Clippers push Suns, but Devin Booker’s big game and another injury too much in Game 1

Clippers guard Terance Mann and forward Marcus Morris Sr. defend on a shot by Phoenix guard Devin Booker on June 20, 2011.

The Clippers had waited 51 years for Sunday.

But four weeks into this postseason, and one game into their first conference finals, they’re still waiting to take control of a series from its start.

On tired legs, playing a rotation more reliant on role players than ever because of knee injuries to Kawhi Leonard and, suddenly, Marcus Morris too, the Clippers lost the first game for the third consecutive round. The 120-114 loss at Phoenix was not over, despite all the circumstances working against them, until Nicolas Batum missed a three-pointer with five seconds to play, and the Suns’ Devin Booker grabbed the rebound and flexed.

He also screamed, but it was lost amid the din of a sold-out Phoenix Suns Arena, where fans waving orange towels finally could be assured of relief.

Booker, who helped the Suns end a 10-year playoff drought, produced his first triple-double — 40 points, 13 rebounds and 11 assists — on the biggest stage of his career to move them within three wins of their first NBA Finals since 1993. He hugged teammate Deandre Ayton when they completed interviews on the court after helping hold off the Clippers despite the absence of point guard Chris Paul, the veteran whose return is unclear as he remains in the NBA’s health and safety protocols.

Ayton finished with 20 points and nine rebounds, his inside presence impossible for the Clippers to blunt forever on a night when they started with a small-ball lineup but were forced by injuries to play with a traditional center almost the entire second half.

Less than two days after exorcising franchise and personal demons, Paul “Playoff P” George was forced to become 36-Hour Layoff P, scoring 34 points while the Clippers had to manage his rest carefully as he tries to carry the team without Leonard.

Coach Tyronn Lue called the quick turnaround, with only one full day between rounds for a second consecutive series, “crazy” on Saturday, when the team’s workload was limited to film review and a 20-minute walkthrough in their hotel ballroom. It was why he’d called his team’s response during the opening six minutes vital, to gauge their legs and poise against the well-rested Suns, who closed out their last series with Denver one week ago.

Instead they played as though it were a continuation of Friday’s series-ending victory in Los Angeles, leading Phoenix behind George’s mixture of three-pointers and drives that targeted Booker on defense to tire out the Suns’ leading scorer as much as possible.

When the second quarter opened, Lue’s pregame promise of digging deep into his roster to buy his key players rest came true when he played a high-risk, high-reward lineup featuring little-used Rajon Rondo and DeMarcus Cousins. The Clippers needed to merely survive their minutes. Instead, they thrived. Within 17 seconds, Cousins had knocked over Phoenix’s Dario Saric with a dunk and stared the defender down. Cousins later made a three-pointer.

In five minutes they outscored Phoenix by two, with Cousins responsible for a remarkable 11 points — but once Ayton returned at center, so did Phoenix’s advantage. George’s six-minute breather was over as Phoenix scored 10 unanswered points to lead by five.

Ayton scored 10 points in the quarter, four from lobs caught above the rim and slammed within the final minutes that brought fans to their feet. Anyone not already standing leaped with 2.2 seconds to play before halftime when Booker ended his taxing half with a fade-away jumper for a three-point lead.

Clippers-Suns finals schedule

(Tim Hubbard / Los Angeles Times)

Phoenix made the shots it wanted in the first half — 11 at the rim, making 10. The Clippers took seven corner three-pointers but made only one.

When the Clippers emerged for the third quarter, center Ivica Zubac was in the lineup and Morris, wearing a compression sleeve covering most of his left leg, was stretching gingerly on the baseline to work on knee pain he’d felt in the first half.

But the Clippers had been through this next-man-up drill before. Two days earlier, it was Terance Mann helping end Utah’s season with a career-high 39 points.

On Sunday he managed just nine, though George and Reggie Jackson picked up the scoring slack, with George scoring 16 and Jackson 11 in the third quarter. A 16-2 run by the Clippers propelled them to a six-point lead with three minutes left in the quarter — but it wasn’t enough to hold off Booker, who used screens by Ayton like a scalpel, repeatedly dribbling into the defense and scoring 16 consecutive points.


Look through the material and copy each line holding "minor".

> [EXTRACTED ENTRIES]:
▶
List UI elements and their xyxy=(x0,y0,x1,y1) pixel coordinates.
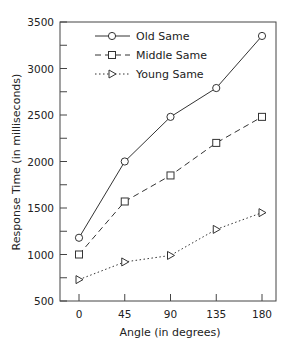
circle-marker xyxy=(258,32,265,39)
legend-label: Old Same xyxy=(136,30,190,43)
circle-marker xyxy=(121,158,128,165)
triangle-marker xyxy=(122,258,129,266)
triangle-marker xyxy=(168,251,175,259)
square-marker xyxy=(109,52,116,59)
y-axis-label: Response Time (in milliseconds) xyxy=(10,74,23,251)
triangle-marker xyxy=(213,225,220,233)
x-tick-label: 135 xyxy=(206,308,226,320)
circle-marker xyxy=(213,84,220,91)
x-tick-label: 90 xyxy=(164,308,177,320)
x-tick-label: 45 xyxy=(118,308,131,320)
x-axis: 04590135180 xyxy=(76,294,272,320)
square-marker xyxy=(213,139,220,146)
y-tick-label: 3500 xyxy=(27,16,54,28)
square-marker xyxy=(121,198,128,205)
triangle-marker xyxy=(109,70,116,78)
series-line xyxy=(79,117,262,255)
x-tick-label: 180 xyxy=(252,308,272,320)
legend-label: Middle Same xyxy=(136,49,207,62)
circle-marker xyxy=(108,32,115,39)
circle-marker xyxy=(75,234,82,241)
y-tick-label: 1500 xyxy=(27,202,54,214)
y-tick-label: 1000 xyxy=(27,249,54,261)
series-middle-same xyxy=(76,113,266,258)
square-marker xyxy=(76,251,83,258)
y-tick-label: 500 xyxy=(34,295,54,307)
y-tick-label: 2000 xyxy=(27,156,54,168)
y-tick-label: 3000 xyxy=(27,63,54,75)
series-old-same xyxy=(75,32,265,241)
line-chart: 500100015002000250030003500 04590135180 … xyxy=(0,0,289,348)
series-line xyxy=(79,36,262,238)
square-marker xyxy=(167,172,174,179)
y-axis: 500100015002000250030003500 xyxy=(27,16,67,307)
circle-marker xyxy=(167,113,174,120)
square-marker xyxy=(259,113,266,120)
legend-label: Young Same xyxy=(135,68,204,81)
series-young-same xyxy=(76,209,266,284)
triangle-marker xyxy=(259,209,266,217)
x-tick-label: 0 xyxy=(76,308,83,320)
legend: Old SameMiddle SameYoung Same xyxy=(95,30,207,81)
triangle-marker xyxy=(76,276,83,284)
y-tick-label: 2500 xyxy=(27,109,54,121)
x-axis-label: Angle (in degrees) xyxy=(119,326,220,339)
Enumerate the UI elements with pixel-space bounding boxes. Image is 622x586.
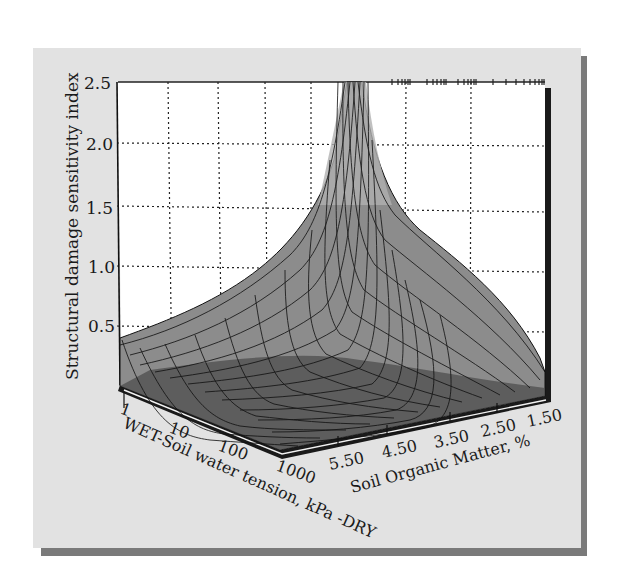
z-tick-label: 0.5 <box>88 316 115 336</box>
y-tick-label: 1.50 <box>525 405 564 431</box>
z-tick-labels: 2.5 2.0 1.5 1.0 0.5 <box>84 73 115 336</box>
panel-shadow <box>545 88 551 402</box>
z-tick-label: 2.5 <box>84 73 111 93</box>
surface-chart: 2.5 2.0 1.5 1.0 0.5 Structural damage se… <box>0 0 622 586</box>
z-tick-label: 2.0 <box>86 134 113 154</box>
z-axis-title: Structural damage sensitivity index <box>62 72 82 380</box>
y-tick-label: 4.50 <box>380 436 419 462</box>
z-tick-label: 1.5 <box>86 198 113 218</box>
y-tick-label: 5.50 <box>327 448 366 474</box>
z-tick-label: 1.0 <box>88 257 115 277</box>
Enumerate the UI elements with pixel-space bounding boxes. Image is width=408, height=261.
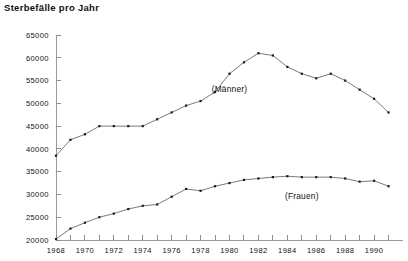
- series-data-point: [113, 125, 115, 127]
- series-data-point: [199, 190, 201, 192]
- series-line: [56, 176, 389, 239]
- series-data-point: [373, 180, 375, 182]
- series-data-point: [257, 177, 259, 179]
- x-axis-tick-label: 1974: [134, 246, 153, 255]
- series-data-point: [142, 205, 144, 207]
- series-data-point: [387, 185, 389, 187]
- series-data-point: [330, 176, 332, 178]
- series-data-point: [315, 176, 317, 178]
- series-data-point: [387, 111, 389, 113]
- series-data-point: [272, 54, 274, 56]
- y-axis-tick-label: 60000: [26, 54, 49, 63]
- series-data-point: [257, 52, 259, 54]
- y-axis-tick-label: 65000: [26, 31, 49, 40]
- series-data-point: [98, 125, 100, 127]
- x-axis-tick-label: 1970: [76, 246, 95, 255]
- series-group: (Frauen): [55, 175, 390, 240]
- series-data-point: [243, 179, 245, 181]
- series-group: (Männer): [55, 52, 390, 157]
- series-data-point: [301, 176, 303, 178]
- x-axis-tick-label: 1972: [105, 246, 124, 255]
- series-data-point: [330, 73, 332, 75]
- series-data-point: [84, 133, 86, 135]
- series-data-point: [127, 125, 129, 127]
- series-data-point: [359, 181, 361, 183]
- series-data-point: [214, 185, 216, 187]
- y-axis-tick-label: 30000: [26, 190, 49, 199]
- x-axis-tick-label: 1990: [365, 246, 384, 255]
- series-data-point: [199, 100, 201, 102]
- series-data-point: [171, 111, 173, 113]
- series-data-point: [286, 66, 288, 68]
- series-label: (Männer): [212, 84, 248, 94]
- series-data-point: [185, 105, 187, 107]
- series-data-point: [84, 222, 86, 224]
- series-data-point: [113, 212, 115, 214]
- series-data-point: [55, 155, 57, 157]
- y-axis-tick-label: 55000: [26, 76, 49, 85]
- series-data-point: [344, 177, 346, 179]
- x-axis-tick-label: 1976: [162, 246, 181, 255]
- x-axis-tick-label: 1978: [191, 246, 210, 255]
- series-data-point: [228, 73, 230, 75]
- series-label: (Frauen): [285, 191, 319, 201]
- series-data-point: [315, 77, 317, 79]
- series-data-point: [98, 216, 100, 218]
- line-chart-canvas: 2000025000300003500040000450005000055000…: [0, 0, 408, 261]
- x-axis-tick-label: 1968: [47, 246, 66, 255]
- series-data-point: [359, 89, 361, 91]
- series-data-point: [185, 188, 187, 190]
- x-axis-tick-label: 1986: [307, 246, 326, 255]
- series-data-point: [228, 182, 230, 184]
- x-axis-tick-label: 1982: [249, 246, 268, 255]
- series-data-point: [286, 175, 288, 177]
- series-data-point: [156, 118, 158, 120]
- x-axis-tick-label: 1988: [336, 246, 355, 255]
- series-data-point: [69, 228, 71, 230]
- series-data-point: [373, 98, 375, 100]
- y-axis-tick-label: 45000: [26, 122, 49, 131]
- series-data-point: [142, 125, 144, 127]
- series-data-point: [156, 203, 158, 205]
- x-axis-tick-label: 1984: [278, 246, 297, 255]
- y-axis-tick-label: 35000: [26, 167, 49, 176]
- series-line: [56, 53, 389, 156]
- series-data-point: [55, 238, 57, 240]
- y-axis-tick-label: 25000: [26, 213, 49, 222]
- series-data-point: [127, 208, 129, 210]
- series-data-point: [272, 176, 274, 178]
- y-axis-tick-label: 40000: [26, 145, 49, 154]
- x-axis-tick-label: 1980: [220, 246, 239, 255]
- chart-root: Sterbefälle pro Jahr 2000025000300003500…: [0, 0, 408, 261]
- series-data-point: [69, 139, 71, 141]
- y-axis-tick-label: 50000: [26, 99, 49, 108]
- series-data-point: [344, 79, 346, 81]
- series-data-point: [171, 196, 173, 198]
- series-data-point: [243, 61, 245, 63]
- y-axis-tick-label: 20000: [26, 236, 49, 245]
- series-data-point: [301, 73, 303, 75]
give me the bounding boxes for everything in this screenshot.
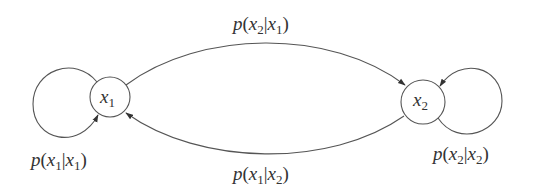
diagram-svg: p(x2|x1) p(x1|x2) p(x1|x1) p(x2|x2) x1 x…: [0, 0, 533, 194]
edge-x1-self-loop: p(x1|x1): [29, 68, 98, 173]
self-loop-x1: [33, 68, 98, 137]
self-loop-x2: [438, 68, 502, 134]
edge-x1-to-x2: p(x2|x1): [126, 13, 405, 85]
state-node-x1: x1: [90, 77, 130, 117]
edge-x2-to-x1: p(x1|x2): [126, 113, 404, 187]
markov-chain-diagram: p(x2|x1) p(x1|x2) p(x1|x1) p(x2|x2) x1 x…: [0, 0, 533, 194]
edge-label-x1-given-x1: p(x1|x1): [29, 149, 87, 173]
arrow-x1-to-x2: [126, 43, 405, 85]
state-node-x2: x2: [401, 80, 445, 124]
edge-label-x2-given-x2: p(x2|x2): [431, 143, 489, 167]
edge-x2-self-loop: p(x2|x2): [431, 68, 502, 167]
edge-label-x1-given-x2: p(x1|x2): [231, 163, 289, 187]
edge-label-x2-given-x1: p(x2|x1): [231, 13, 289, 37]
arrow-x2-to-x1: [126, 113, 404, 154]
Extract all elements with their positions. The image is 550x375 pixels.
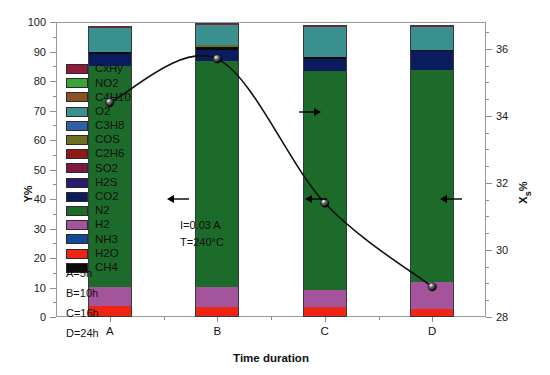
legend-item-co2[interactable]: CO2 bbox=[66, 190, 131, 204]
y-axis-left-tick-label: 20 bbox=[0, 253, 46, 264]
bar-segment-cos bbox=[196, 45, 238, 47]
legend-label: O2 bbox=[95, 106, 110, 118]
legend-label: H2 bbox=[95, 219, 110, 231]
duration-note-b: B=10h bbox=[66, 288, 98, 299]
legend-item-no2[interactable]: NO2 bbox=[66, 76, 131, 90]
y-axis-right-tick bbox=[486, 233, 489, 234]
legend-label: H2S bbox=[95, 177, 117, 189]
legend-swatch-c3h8 bbox=[66, 121, 88, 131]
y-axis-left-tick bbox=[53, 184, 56, 185]
y-axis-left-tick bbox=[53, 302, 56, 303]
legend-item-c4h10[interactable]: C4H10 bbox=[66, 90, 131, 104]
duration-note-c: C=16h bbox=[66, 308, 99, 319]
duration-note-a: A=5h bbox=[66, 268, 92, 279]
y-axis-left-tick-label: 100 bbox=[0, 17, 46, 28]
x-tick-label-b: B bbox=[213, 325, 221, 337]
legend-item-o2[interactable]: O2 bbox=[66, 105, 131, 119]
y-axis-right-tick bbox=[486, 283, 489, 284]
y-axis-right-tick bbox=[486, 149, 489, 150]
bar-segment-n2 bbox=[304, 71, 346, 290]
y-axis-right-tick-label: 30 bbox=[496, 244, 508, 255]
y-axis-left-tick bbox=[50, 258, 56, 259]
y-axis-right-tick bbox=[486, 116, 492, 117]
condition-note-current: I=0.03 A bbox=[180, 220, 221, 231]
legend-item-cxhy[interactable]: CxHy bbox=[66, 62, 131, 76]
bar-segment-co2 bbox=[196, 50, 238, 62]
y-axis-right-tick-label: 34 bbox=[496, 110, 508, 121]
y-axis-left-tick bbox=[50, 229, 56, 230]
legend-swatch-co2 bbox=[66, 192, 88, 202]
bar-segment-h2 bbox=[304, 290, 346, 307]
bar-segment-co2 bbox=[411, 50, 453, 69]
legend-swatch-nh3 bbox=[66, 234, 88, 244]
legend-item-nh3[interactable]: NH3 bbox=[66, 232, 131, 246]
legend-label: CO2 bbox=[95, 191, 119, 203]
x-axis-tick bbox=[110, 317, 111, 322]
y-axis-left-tick bbox=[50, 52, 56, 53]
y-axis-right-tick bbox=[486, 250, 492, 251]
y-axis-left-tick bbox=[50, 317, 56, 318]
bar-c[interactable] bbox=[303, 25, 347, 317]
y-axis-left-title: Y% bbox=[22, 164, 34, 224]
bar-segment-o2 bbox=[411, 27, 453, 50]
y-axis-right-tick-label: 32 bbox=[496, 177, 508, 188]
legend-swatch-no2 bbox=[66, 78, 88, 88]
bar-segment-h2o bbox=[304, 307, 346, 317]
bar-segment-o2 bbox=[304, 27, 346, 56]
legend-swatch-cos bbox=[66, 135, 88, 145]
legend-item-cos[interactable]: COS bbox=[66, 133, 131, 147]
bar-segment-h2 bbox=[411, 282, 453, 309]
legend-swatch-cxhy bbox=[66, 64, 88, 74]
legend-swatch-c4h10 bbox=[66, 92, 88, 102]
y-axis-right-tick bbox=[486, 183, 492, 184]
bar-b[interactable] bbox=[195, 23, 239, 317]
x-axis-title: Time duration bbox=[233, 352, 309, 364]
x-axis-minor-tick bbox=[379, 317, 380, 320]
legend-label: C4H10 bbox=[95, 92, 131, 104]
legend-label: NO2 bbox=[95, 78, 119, 90]
legend-swatch-c2h6 bbox=[66, 149, 88, 159]
y-axis-right-tick bbox=[486, 99, 489, 100]
y-axis-left-tick bbox=[53, 96, 56, 97]
bar-segment-ch4 bbox=[411, 50, 453, 51]
y-axis-left-tick bbox=[50, 22, 56, 23]
legend-item-c3h8[interactable]: C3H8 bbox=[66, 119, 131, 133]
y-axis-right-tick bbox=[486, 216, 489, 217]
y-axis-left-tick bbox=[50, 140, 56, 141]
bar-segment-h2 bbox=[196, 287, 238, 307]
legend-swatch-h2o bbox=[66, 249, 88, 259]
bar-segment-n2 bbox=[411, 70, 453, 282]
x-tick-label-d: D bbox=[428, 325, 436, 337]
legend-label: NH3 bbox=[95, 234, 118, 246]
bar-segment-ch4 bbox=[196, 47, 238, 50]
y-axis-left-tick bbox=[50, 111, 56, 112]
y-axis-left-tick bbox=[53, 125, 56, 126]
legend-swatch-o2 bbox=[66, 107, 88, 117]
y-axis-left-tick bbox=[53, 66, 56, 67]
legend: CxHyNO2C4H10O2C3H8COSC2H6SO2H2SCO2N2H2NH… bbox=[66, 62, 131, 275]
y-axis-left-tick-label: 90 bbox=[0, 46, 46, 57]
y-axis-left-tick bbox=[53, 273, 56, 274]
y-axis-left-tick-label: 0 bbox=[0, 312, 46, 323]
legend-item-c2h6[interactable]: C2H6 bbox=[66, 147, 131, 161]
legend-item-h2o[interactable]: H2O bbox=[66, 246, 131, 260]
bar-segment-cxhy bbox=[304, 26, 346, 27]
legend-item-n2[interactable]: N2 bbox=[66, 204, 131, 218]
bar-segment-o2 bbox=[89, 28, 131, 52]
y-axis-right-tick bbox=[486, 133, 489, 134]
legend-item-h2[interactable]: H2 bbox=[66, 218, 131, 232]
y-axis-left-tick-label: 10 bbox=[0, 282, 46, 293]
legend-label: N2 bbox=[95, 205, 110, 217]
legend-label: CxHy bbox=[95, 63, 123, 75]
legend-item-h2s[interactable]: H2S bbox=[66, 176, 131, 190]
bar-segment-n2 bbox=[196, 61, 238, 287]
legend-item-so2[interactable]: SO2 bbox=[66, 161, 131, 175]
y-axis-left-tick-label: 80 bbox=[0, 76, 46, 87]
x-tick-label-c: C bbox=[321, 325, 329, 337]
x-axis-tick bbox=[325, 317, 326, 322]
x-axis-minor-tick bbox=[271, 317, 272, 320]
bar-segment-h2o bbox=[196, 307, 238, 317]
y-axis-left-tick-label: 30 bbox=[0, 223, 46, 234]
bar-segment-h2o bbox=[411, 309, 453, 317]
bar-d[interactable] bbox=[410, 25, 454, 317]
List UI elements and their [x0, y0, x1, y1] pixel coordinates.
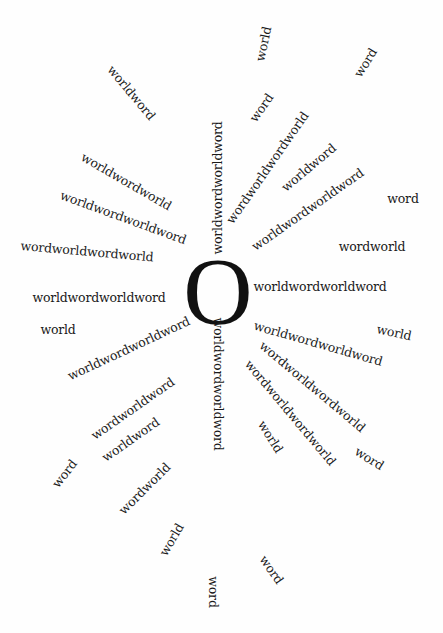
- ray-word: word: [50, 458, 79, 490]
- ray-word: word: [352, 46, 379, 79]
- ray-word: wordworld: [117, 461, 173, 517]
- ray-word: word: [257, 554, 285, 587]
- ray-word: wordworld: [339, 241, 406, 254]
- ray-word: worldwordworldword: [253, 281, 386, 294]
- ray-word: world: [255, 419, 284, 455]
- ray-word: wordworldwordworld: [20, 240, 154, 264]
- ray-word: world: [158, 522, 186, 559]
- ray-word: world: [40, 324, 75, 337]
- typographic-sunburst-artwork: O worldwordworldwordworldwordworldwordwo…: [0, 0, 443, 633]
- ray-word: word: [248, 92, 276, 125]
- ray-word: world: [254, 25, 274, 62]
- ray-word: world: [375, 323, 412, 343]
- ray-word: worldwordworldword: [66, 315, 192, 383]
- ray-word: worldwordworldword: [32, 292, 165, 305]
- ray-word: worldword: [105, 63, 157, 122]
- ray-word: word: [387, 193, 418, 206]
- ray-word: worldwordworldword: [212, 317, 225, 450]
- ray-word: word: [352, 445, 385, 472]
- ray-word: word: [207, 576, 220, 607]
- ray-word: worldwordworldword: [212, 121, 225, 254]
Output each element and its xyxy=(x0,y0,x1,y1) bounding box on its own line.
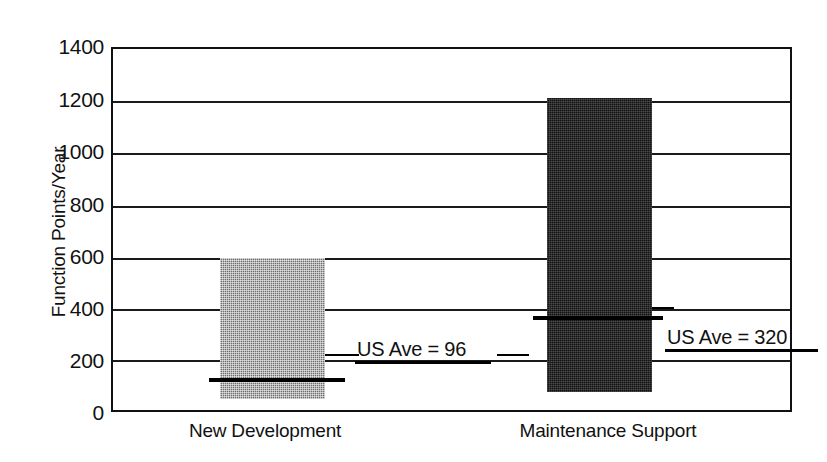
y-tick-0: 0 xyxy=(30,402,104,423)
gridline-400 xyxy=(113,309,790,311)
leader-line-new-development-right xyxy=(497,354,529,356)
y-tick-1000: 1000 xyxy=(30,141,104,162)
y-axis-tick-labels: 1400 1200 1000 800 600 400 200 0 xyxy=(30,0,104,462)
avg-marker-new-development xyxy=(209,378,345,382)
leader-line-maintenance-support xyxy=(652,307,674,309)
leader-line-new-development xyxy=(325,354,359,356)
y-tick-400: 400 xyxy=(30,298,104,319)
annotation-underline-new-development xyxy=(355,361,491,364)
avg-marker-maintenance-support xyxy=(533,316,663,320)
y-tick-1400: 1400 xyxy=(30,36,104,57)
bar-maintenance-support xyxy=(547,98,652,392)
x-label-new-development: New Development xyxy=(185,421,345,440)
gridline-800 xyxy=(113,206,790,208)
x-label-maintenance-support: Maintenance Support xyxy=(512,421,704,440)
gridline-1200 xyxy=(113,101,790,103)
gridline-600 xyxy=(113,258,790,260)
annotation-underline-maintenance-support xyxy=(665,349,818,352)
y-tick-1200: 1200 xyxy=(30,89,104,110)
bar-chart: Function Points/Year 1400 1200 1000 800 … xyxy=(0,0,827,462)
annotation-us-ave-new-development: US Ave = 96 xyxy=(357,339,466,359)
y-tick-200: 200 xyxy=(30,350,104,371)
annotation-us-ave-maintenance-support: US Ave = 320 xyxy=(667,327,787,347)
gridline-1000 xyxy=(113,153,790,155)
y-tick-800: 800 xyxy=(30,194,104,215)
y-tick-600: 600 xyxy=(30,246,104,267)
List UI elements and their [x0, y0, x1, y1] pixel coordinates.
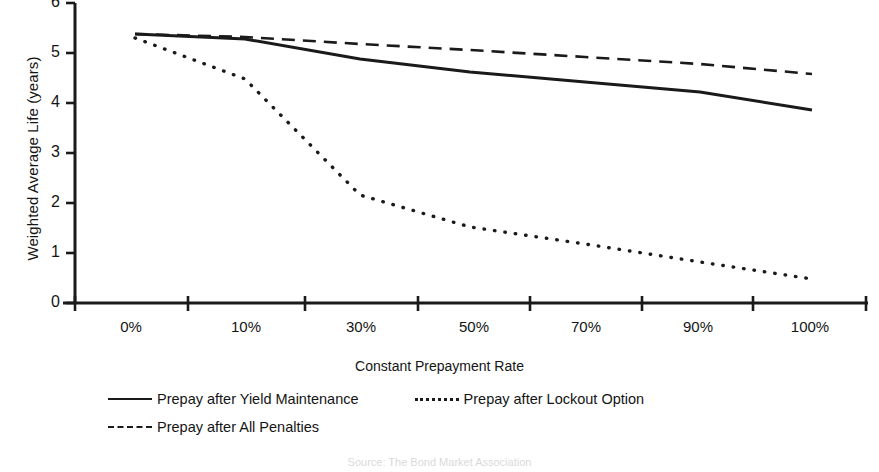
series-line-lockout-option — [135, 38, 812, 279]
legend-label-lockout-option: Prepay after Lockout Option — [464, 391, 645, 407]
x-tick-label-90pct: 90% — [663, 318, 733, 335]
legend-item-yield-maintenance[interactable]: Prepay after Yield Maintenance — [108, 391, 359, 407]
legend-row-2: Prepay after All Penalties — [108, 418, 319, 435]
y-tick-label-6: 6 — [34, 0, 60, 11]
x-tick-label-10pct: 10% — [211, 318, 281, 335]
legend-label-all-penalties: Prepay after All Penalties — [157, 419, 319, 435]
y-tick-label-2: 2 — [34, 193, 60, 211]
x-axis-title: Constant Prepayment Rate — [0, 358, 879, 374]
x-tick-label-70pct: 70% — [551, 318, 621, 335]
x-tick-label-100pct: 100% — [775, 318, 845, 335]
x-tick-label-0pct: 0% — [96, 318, 166, 335]
legend-row-1: Prepay after Yield Maintenance Prepay af… — [108, 390, 644, 407]
y-tick-label-0: 0 — [34, 293, 60, 311]
legend-label-yield-maintenance: Prepay after Yield Maintenance — [157, 391, 359, 407]
y-tick-label-4: 4 — [34, 93, 60, 111]
legend-item-lockout-option[interactable]: Prepay after Lockout Option — [415, 391, 645, 407]
series-line-yield-maintenance — [135, 34, 812, 110]
legend-line-dotted-icon — [415, 393, 459, 405]
legend-line-solid-icon — [108, 393, 152, 405]
chart-figure: Weighted Average Life (years) 6 5 4 3 2 … — [0, 0, 879, 472]
legend-item-all-penalties[interactable]: Prepay after All Penalties — [108, 419, 319, 435]
legend-line-dashed-icon — [108, 421, 152, 433]
x-tick-label-30pct: 30% — [326, 318, 396, 335]
figure-caption: Source: The Bond Market Association — [0, 456, 879, 470]
x-tick-label-50pct: 50% — [439, 318, 509, 335]
y-tick-label-3: 3 — [34, 143, 60, 161]
y-tick-label-5: 5 — [34, 43, 60, 61]
y-tick-label-1: 1 — [34, 243, 60, 261]
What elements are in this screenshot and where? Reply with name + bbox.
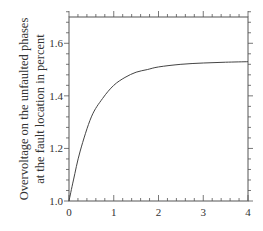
x-tick-label: 1 (111, 206, 117, 218)
x-tick-label: 4 (245, 206, 251, 218)
x-tick-label: 0 (66, 206, 72, 218)
y-tick-label: 1.0 (49, 195, 63, 207)
y-axis-label-line2: at the fault location in percent (33, 34, 47, 184)
axis-ticks (64, 11, 253, 201)
chart: 01234 1.01.21.41.6 Overvoltage on the un… (0, 0, 263, 231)
y-tick-label: 1.6 (49, 37, 63, 49)
y-axis-label-line1: Overvoltage on the unfaulted phases (17, 18, 31, 201)
y-tick-label: 1.2 (49, 142, 63, 154)
y-tick-label: 1.4 (49, 90, 63, 102)
y-axis-label: Overvoltage on the unfaulted phases at t… (17, 18, 47, 201)
y-tick-labels: 1.01.21.41.6 (49, 37, 63, 207)
x-tick-labels: 01234 (66, 206, 251, 218)
data-line (69, 62, 248, 201)
x-tick-label: 3 (201, 206, 207, 218)
x-tick-label: 2 (156, 206, 162, 218)
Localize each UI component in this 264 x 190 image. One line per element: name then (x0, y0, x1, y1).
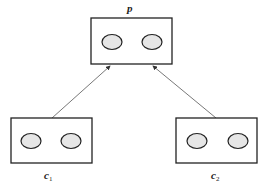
label-p-text: p (127, 2, 133, 14)
node-c2 (176, 118, 257, 163)
edge-c2-to-p (153, 66, 216, 118)
node-c1-oval-2 (61, 134, 81, 149)
node-c2-oval-1 (187, 134, 207, 149)
node-c1-oval-1 (21, 134, 41, 149)
node-c2-oval-2 (228, 134, 248, 149)
label-c2: c2 (211, 169, 219, 183)
diagram-canvas (0, 0, 264, 190)
node-p-oval-1 (102, 35, 122, 50)
label-c1-subscript: 1 (49, 175, 53, 183)
node-p (91, 18, 172, 64)
node-p-oval-2 (142, 35, 162, 50)
label-p: p (127, 2, 133, 14)
label-c1: c1 (44, 169, 52, 183)
edge-c1-to-p (52, 66, 110, 118)
label-c2-subscript: 2 (216, 175, 220, 183)
node-c1 (11, 118, 92, 163)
◀
> [RESPONSE TO THE EXERCISE]:
x-axis-minor-tick bbox=[379, 317, 380, 320]
x-axis-minor-tick bbox=[271, 317, 272, 320]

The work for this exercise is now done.